Iš elektros pastotės išimami žydų antkapių akmenys

VILNIUS, June 22, BNS–This week removal began of fragments of Jewish headstones used in the construction of an electric substation in Vilnius. The fragments will be removed to the Jewish cemetery on Olandų street to be used in a Jewish cemetery memorial to be erected there, the municipality informed BNS. “Currently work is underway to remove stones set in different walls,” Kęstutis Karosas, acting director of the city’s Heating and Water Department said. The plan is to remove all the stones by September 1.

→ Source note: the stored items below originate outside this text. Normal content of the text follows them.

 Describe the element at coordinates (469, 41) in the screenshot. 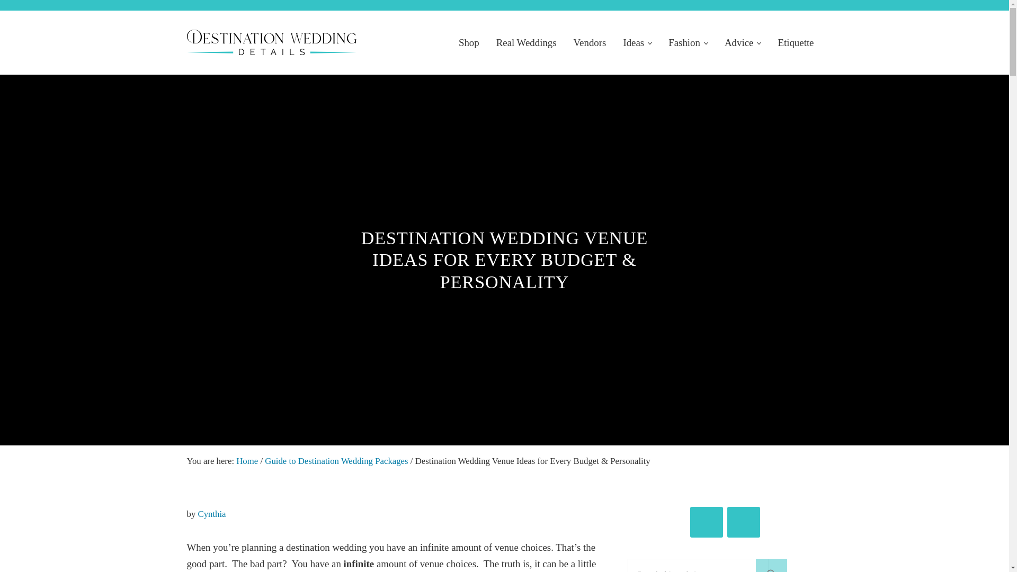

I see `Shop` at that location.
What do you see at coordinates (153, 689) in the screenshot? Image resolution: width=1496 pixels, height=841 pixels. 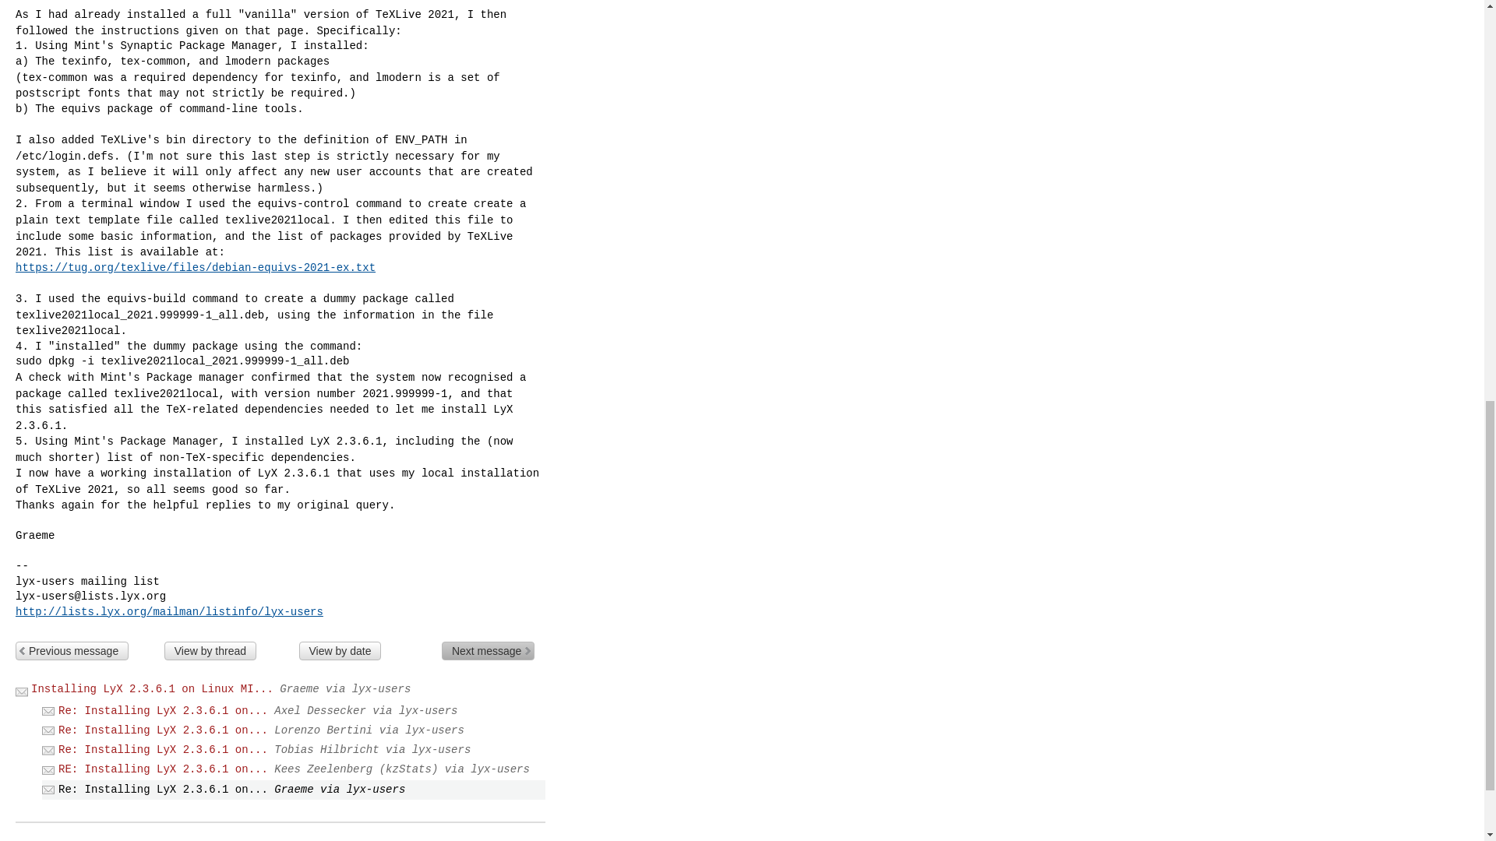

The cost to the municipality is unknown so far. Karosas said payment will be made for work done. The electric substation on Olandų street was constructed during the Soviet period using headstones from the Jewish cemetery there. Jewish headstones, especially from the cemetery on Olandų street, were used all over Vilnius for construction during the Soviet era.

Archaeologists Find Burners Brigade Tunnel at Ponar

Mokslininkai žydų žudynių vietoje Paneriuose aptiko pabėgimo tunelį

A team of archaeologists from the US, Canada, Israel and Lithuania have discovered the escape tunnel dug by the burners’ brigade at Ponar as well as new killing pits.

“New pits were discovered, overgrown paths were also found along which the victims were taken, and the ashes of burnt corpses distributed over the area. And also, the most important thing, the act of resistance, the escape tunnel, about which so much is said in the literature… Now without margins of error its length has been measured, about 30 meters, very exactly, Markas Zingeris, director of the Vilna Gaon State Jewish Museum told Lithuanian Radio and Television Wednesday.

He said the findings at Ponar will lead to new information stands and exhibits. The tunnel might also become part of the new museum planned at Ponar.

Lithuanian Parliament Begins Consideration of Amendments to Citizenship Law

VILNIUS, June 21, BNS—The Lithuanian parliament Tuesday began consideration of amendments to ensure Lithuanian Jews and their descendants who left Lithuania between the two world wars would enjoy the right to restore their Lithuanian citizenship. After initial presentation of the draft amendment, 92 MPs voted in favor of further consideration, none voted against and one abstained. The decision was adopted to put the proposed amendment up for fast-track consideration Thursday. Conservative MP Andrius Kubilius, leader of the opposition and one of the authors of the amendment, said the law needed amending because the year before last and last year Migration Department officials and courts began demanding Litvaks provide proof they or their ancestors were persecuted in interwar Lithuania.

Lithuanian Parliament to Consider Amendment for Litvak Citizenship

VILNIUS, June 21, BNS–Legislative amendments paving the way for Litvaks, i.e. Jews of Lithuanian origin, and their descendants who left the country in the interwar period to restore their citizenship rights, should be submitted to the Lithuanian Seimas (parliament) Tuesday.

Amendments to the Law on Citizenship have been drafted by the European Affairs Committee.

According to the amendments, people who left Lithuania prior to March 11, 1990, except those who changed their place of residence within the territory of the former Soviet Union after June 15, 1940, should have their citizenship rights restored.